When Work Becomes Trauma

I was diagnosed with PTSD recently. Not from war. Not from disaster. From work.

I spent more than a decade in federal service. It was supposed to be security. Instead it became a place where silence was survival. Every choice carried risk. If I pressed too hard against the system, I could lose my clearance, my job, the stability I had been told to count on. If I stayed quiet, I lived with decisions that clashed with my own ethics. There was no neutral ground. Day after day, year after year, I carried the weight of that tension.

The harm was not sudden. It was slow and steady. At first it looked like stress. Sleepless nights. A body wound tight even on weekends. A mind that could not stop scanning through problems because it had learned that anything left unattended could explode.
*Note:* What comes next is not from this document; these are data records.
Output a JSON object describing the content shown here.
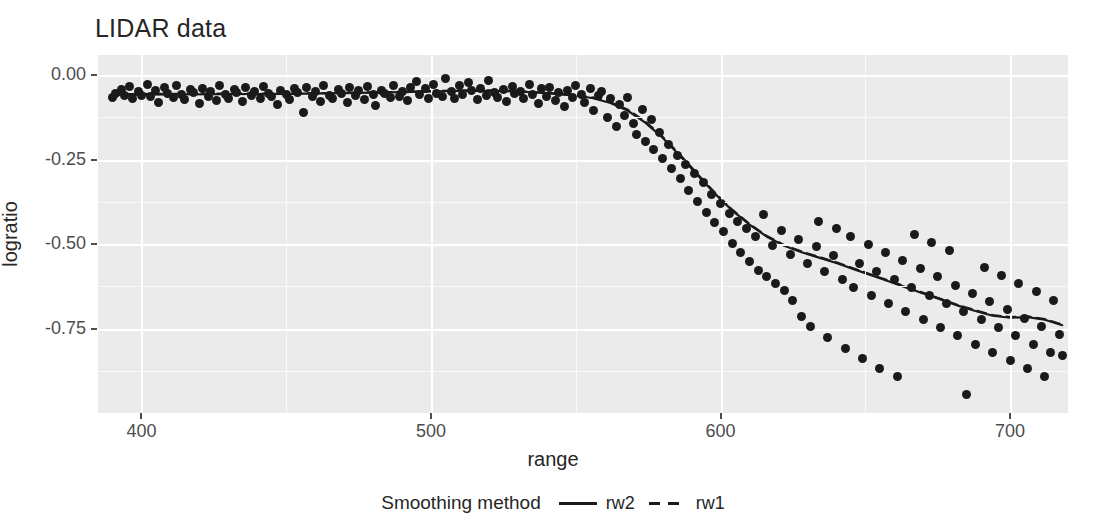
{
  "chart_data": {
    "type": "scatter",
    "title": "LIDAR data",
    "xlabel": "range",
    "ylabel": "logratio",
    "xlim": [
      385,
      720
    ],
    "ylim": [
      -1.0,
      0.06
    ],
    "xticks": [
      400,
      500,
      600,
      700
    ],
    "xtick_labels": [
      "400",
      "500",
      "600",
      "700"
    ],
    "yticks": [
      0.0,
      -0.25,
      -0.5,
      -0.75
    ],
    "ytick_labels": [
      "0.00",
      "-0.25",
      "-0.50",
      "-0.75"
    ],
    "grid": true,
    "legend_position": "bottom",
    "legend_title": "Smoothing method",
    "point_color": "#1a1a1a",
    "panel_color": "#ebebeb",
    "gridline_color": "#ffffff",
    "series": [
      {
        "name": "points",
        "type": "scatter",
        "x": [
          390.0,
          391.0,
          393.0,
          394.0,
          396.0,
          397.0,
          399.0,
          400.0,
          402.0,
          403.0,
          405.0,
          406.0,
          408.0,
          409.0,
          411.0,
          412.0,
          414.0,
          415.0,
          417.0,
          418.0,
          420.0,
          421.0,
          423.0,
          424.0,
          426.0,
          427.0,
          429.0,
          430.0,
          432.0,
          433.0,
          435.0,
          436.0,
          438.0,
          439.0,
          441.0,
          442.0,
          444.0,
          445.0,
          447.0,
          448.0,
          450.0,
          451.0,
          453.0,
          454.0,
          456.0,
          457.0,
          459.0,
          460.0,
          462.0,
          463.0,
          465.0,
          466.0,
          468.0,
          469.0,
          471.0,
          472.0,
          474.0,
          475.0,
          477.0,
          478.0,
          480.0,
          481.0,
          483.0,
          484.0,
          486.0,
          487.0,
          489.0,
          490.0,
          492.0,
          493.0,
          495.0,
          496.0,
          498.0,
          499.0,
          501.0,
          502.0,
          504.0,
          505.0,
          507.0,
          508.0,
          510.0,
          511.0,
          513.0,
          514.0,
          516.0,
          517.0,
          519.0,
          520.0,
          522.0,
          523.0,
          525.0,
          526.0,
          528.0,
          529.0,
          531.0,
          532.0,
          534.0,
          535.0,
          537.0,
          538.0,
          540.0,
          541.0,
          543.0,
          544.0,
          546.0,
          547.0,
          549.0,
          550.0,
          552.0,
          553.0,
          555.0,
          556.0,
          558.0,
          559.0,
          561.0,
          562.0,
          564.0,
          565.0,
          567.0,
          568.0,
          570.0,
          571.0,
          573.0,
          574.0,
          576.0,
          577.0,
          579.0,
          580.0,
          582.0,
          583.0,
          585.0,
          586.0,
          588.0,
          589.0,
          591.0,
          592.0,
          594.0,
          595.0,
          597.0,
          598.0,
          600.0,
          601.0,
          603.0,
          604.0,
          606.0,
          607.0,
          609.0,
          610.0,
          612.0,
          613.0,
          615.0,
          616.0,
          618.0,
          619.0,
          621.0,
          622.0,
          624.0,
          625.0,
          627.0,
          628.0,
          630.0,
          631.0,
          633.0,
          634.0,
          636.0,
          637.0,
          639.0,
          640.0,
          642.0,
          643.0,
          645.0,
          646.0,
          648.0,
          649.0,
          651.0,
          652.0,
          654.0,
          655.0,
          657.0,
          658.0,
          660.0,
          661.0,
          663.0,
          664.0,
          666.0,
          667.0,
          669.0,
          670.0,
          672.0,
          673.0,
          675.0,
          676.0,
          678.0,
          679.0,
          681.0,
          682.0,
          684.0,
          685.0,
          687.0,
          688.0,
          690.0,
          691.0,
          693.0,
          694.0,
          696.0,
          697.0,
          699.0,
          700.0,
          702.0,
          703.0,
          705.0,
          706.0,
          708.0,
          709.0,
          711.0,
          712.0,
          714.0,
          715.0,
          717.0,
          718.0
        ],
        "y": [
          -0.065,
          -0.055,
          -0.041,
          -0.06,
          -0.034,
          -0.07,
          -0.048,
          -0.059,
          -0.028,
          -0.062,
          -0.044,
          -0.081,
          -0.036,
          -0.055,
          -0.066,
          -0.03,
          -0.058,
          -0.072,
          -0.041,
          -0.05,
          -0.083,
          -0.038,
          -0.062,
          -0.049,
          -0.075,
          -0.031,
          -0.057,
          -0.068,
          -0.043,
          -0.052,
          -0.079,
          -0.036,
          -0.061,
          -0.047,
          -0.07,
          -0.033,
          -0.055,
          -0.064,
          -0.088,
          -0.045,
          -0.058,
          -0.072,
          -0.039,
          -0.051,
          -0.111,
          -0.035,
          -0.063,
          -0.048,
          -0.077,
          -0.03,
          -0.059,
          -0.069,
          -0.042,
          -0.054,
          -0.082,
          -0.037,
          -0.06,
          -0.046,
          -0.073,
          -0.032,
          -0.056,
          -0.091,
          -0.044,
          -0.053,
          -0.067,
          -0.029,
          -0.062,
          -0.048,
          -0.076,
          -0.035,
          -0.018,
          -0.058,
          -0.04,
          -0.07,
          -0.026,
          -0.054,
          -0.063,
          -0.011,
          -0.047,
          -0.068,
          -0.031,
          -0.057,
          -0.022,
          -0.045,
          -0.072,
          -0.038,
          -0.06,
          -0.015,
          -0.051,
          -0.066,
          -0.042,
          -0.078,
          -0.033,
          -0.055,
          -0.048,
          -0.069,
          -0.027,
          -0.058,
          -0.085,
          -0.04,
          -0.062,
          -0.036,
          -0.074,
          -0.051,
          -0.093,
          -0.044,
          -0.065,
          -0.029,
          -0.057,
          -0.08,
          -0.038,
          -0.104,
          -0.061,
          -0.047,
          -0.124,
          -0.07,
          -0.152,
          -0.088,
          -0.118,
          -0.066,
          -0.143,
          -0.175,
          -0.102,
          -0.196,
          -0.131,
          -0.219,
          -0.168,
          -0.247,
          -0.205,
          -0.276,
          -0.238,
          -0.305,
          -0.264,
          -0.341,
          -0.292,
          -0.374,
          -0.318,
          -0.405,
          -0.352,
          -0.437,
          -0.381,
          -0.462,
          -0.409,
          -0.497,
          -0.433,
          -0.524,
          -0.455,
          -0.551,
          -0.478,
          -0.578,
          -0.412,
          -0.596,
          -0.503,
          -0.618,
          -0.459,
          -0.636,
          -0.53,
          -0.667,
          -0.485,
          -0.713,
          -0.556,
          -0.744,
          -0.508,
          -0.432,
          -0.58,
          -0.776,
          -0.533,
          -0.455,
          -0.604,
          -0.808,
          -0.477,
          -0.629,
          -0.556,
          -0.838,
          -0.501,
          -0.651,
          -0.581,
          -0.869,
          -0.524,
          -0.676,
          -0.604,
          -0.892,
          -0.548,
          -0.7,
          -0.628,
          -0.471,
          -0.573,
          -0.724,
          -0.652,
          -0.495,
          -0.597,
          -0.748,
          -0.676,
          -0.519,
          -0.622,
          -0.772,
          -0.7,
          -0.945,
          -0.646,
          -0.796,
          -0.724,
          -0.568,
          -0.67,
          -0.82,
          -0.748,
          -0.592,
          -0.695,
          -0.844,
          -0.772,
          -0.617,
          -0.719,
          -0.868,
          -0.796,
          -0.641,
          -0.744,
          -0.891,
          -0.82,
          -0.666,
          -0.768,
          -0.83
        ]
      },
      {
        "name": "rw2",
        "type": "line",
        "linestyle": "solid",
        "x": [
          390,
          410,
          430,
          450,
          470,
          490,
          500,
          510,
          520,
          530,
          540,
          550,
          556,
          562,
          568,
          574,
          580,
          586,
          592,
          598,
          604,
          610,
          616,
          622,
          628,
          634,
          640,
          646,
          652,
          658,
          664,
          670,
          676,
          682,
          688,
          694,
          700,
          706,
          712,
          718
        ],
        "y": [
          -0.058,
          -0.057,
          -0.056,
          -0.055,
          -0.053,
          -0.05,
          -0.048,
          -0.046,
          -0.046,
          -0.048,
          -0.053,
          -0.06,
          -0.068,
          -0.082,
          -0.105,
          -0.14,
          -0.185,
          -0.238,
          -0.295,
          -0.35,
          -0.4,
          -0.442,
          -0.478,
          -0.505,
          -0.524,
          -0.54,
          -0.556,
          -0.574,
          -0.592,
          -0.61,
          -0.628,
          -0.646,
          -0.664,
          -0.682,
          -0.698,
          -0.712,
          -0.718,
          -0.716,
          -0.724,
          -0.74
        ]
      },
      {
        "name": "rw1",
        "type": "line",
        "linestyle": "dashed",
        "x": [
          390,
          410,
          430,
          450,
          470,
          490,
          500,
          510,
          520,
          530,
          540,
          550,
          556,
          562,
          568,
          574,
          580,
          586,
          592,
          598,
          604,
          610,
          616,
          622,
          628,
          634,
          640,
          646,
          652,
          658,
          664,
          670,
          676,
          682,
          688,
          694,
          700,
          706,
          712,
          718
        ],
        "y": [
          -0.056,
          -0.055,
          -0.054,
          -0.054,
          -0.052,
          -0.049,
          -0.047,
          -0.045,
          -0.045,
          -0.047,
          -0.052,
          -0.059,
          -0.066,
          -0.08,
          -0.102,
          -0.137,
          -0.182,
          -0.235,
          -0.292,
          -0.347,
          -0.398,
          -0.44,
          -0.476,
          -0.503,
          -0.522,
          -0.538,
          -0.554,
          -0.572,
          -0.59,
          -0.608,
          -0.626,
          -0.644,
          -0.662,
          -0.68,
          -0.696,
          -0.71,
          -0.716,
          -0.714,
          -0.722,
          -0.738
        ]
      }
    ]
  },
  "legend": {
    "title": "Smoothing method",
    "items": [
      {
        "label": "rw2",
        "style": "solid"
      },
      {
        "label": "rw1",
        "style": "dashed"
      }
    ]
  }
}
Those patterns became permanent. It was no longer a temporary state that would ease with rest. It was the way my nervous system had been rewired.
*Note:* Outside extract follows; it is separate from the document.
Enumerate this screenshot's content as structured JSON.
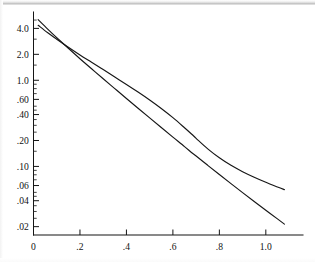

There are flashbacks. They do not come from one defining moment but from many small ones. Meetings. Conversations. Paperwork that looked routine but carried weight. I see them as if they are happening now, and my body reacts before I can remind it that they are over. Sometimes a single detail, the look on someone’s face, the phrasing in a document, pulls me straight back into a room I thought I had left years ago.

There are triggers too. A certain tone of voice. A phrase that sounds like it came straight out of a briefing. Even the shape of a room can pull me back. My nervous system responds the same way it did inside the job. Tight chest. Shallow breath. A readiness for confrontation that never comes. Even outside of work, those responses ignite without warning, as if the system still has a claim on my body.
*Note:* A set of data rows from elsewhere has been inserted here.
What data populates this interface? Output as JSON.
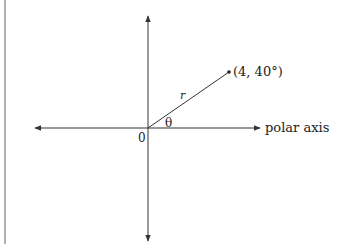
{
  "diagram": {
    "type": "polar-coordinate-diagram",
    "point_label": "(4, 40°)",
    "radius_label": "r",
    "angle_label": "θ",
    "origin_label": "0",
    "axis_label": "polar axis",
    "point": {
      "r": 4,
      "theta_deg": 40
    },
    "colors": {
      "line": "#333333",
      "text": "#222222",
      "border": "#888888"
    }
  }
}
There are dissociative episodes. Moments when I feel detached from myself or the room I am in, as if I am observing instead of living. I can be in the middle of a conversation and feel the edges blur, the sense that I am no longer fully present. The body keeps going but I am not entirely inside it.

There are intrusive thoughts and images tied to what I experienced. They appear without invitation, phrases from a meeting, the memory of a choice I should not have been forced to make, the sense that I am about to be called to account for something I no longer control. These are not passing distractions. They are interruptions that seize attention and refuse to let go. Proof that the system has left its imprint on how I move through the present.

The diagnosis is not weakness. It is clarity. It says the harm was real, that it left scars no less permanent because they were invisible. And it names the system for what it is. These jobs do not just take time and energy. They take integrity, conscience, and health. They demand compliance at the expense of everything else. The damage is the natural outcome of a structure that farms people until nothing is left.

That is why I left. Farming was not a retreat into comfort. It was survival. I had already given the system enough. Staying would have meant losing the rest of what I had left. Leaving meant putting my body into work that produced instead of work that consumed. The exhaustion of real labor was easier to carry than the hollowness of ethical compromise.

If work has left you carrying weight you cannot name, you are not alone. PTSD from work is not imaginary. It is the scar tissue of survival inside systems that are designed to extract and discard. The question is not whether I could adapt. I already had, and that adaptation was the wound. The real question was how long I would let myself be farmed before I found my exit.

A Note

Sean wrote a book about this. About what it means to be farmed by systems that promise security but take your health, your conscience, and your time. About how years of compromise and pressure left scars, and about the choice to walk away and build something real instead.

Exit Farming: Starving the Systems That Farm You is not a manual or a manifesto. It is a record of what work inside those systems does to the body and the mind, and of what it takes to step out.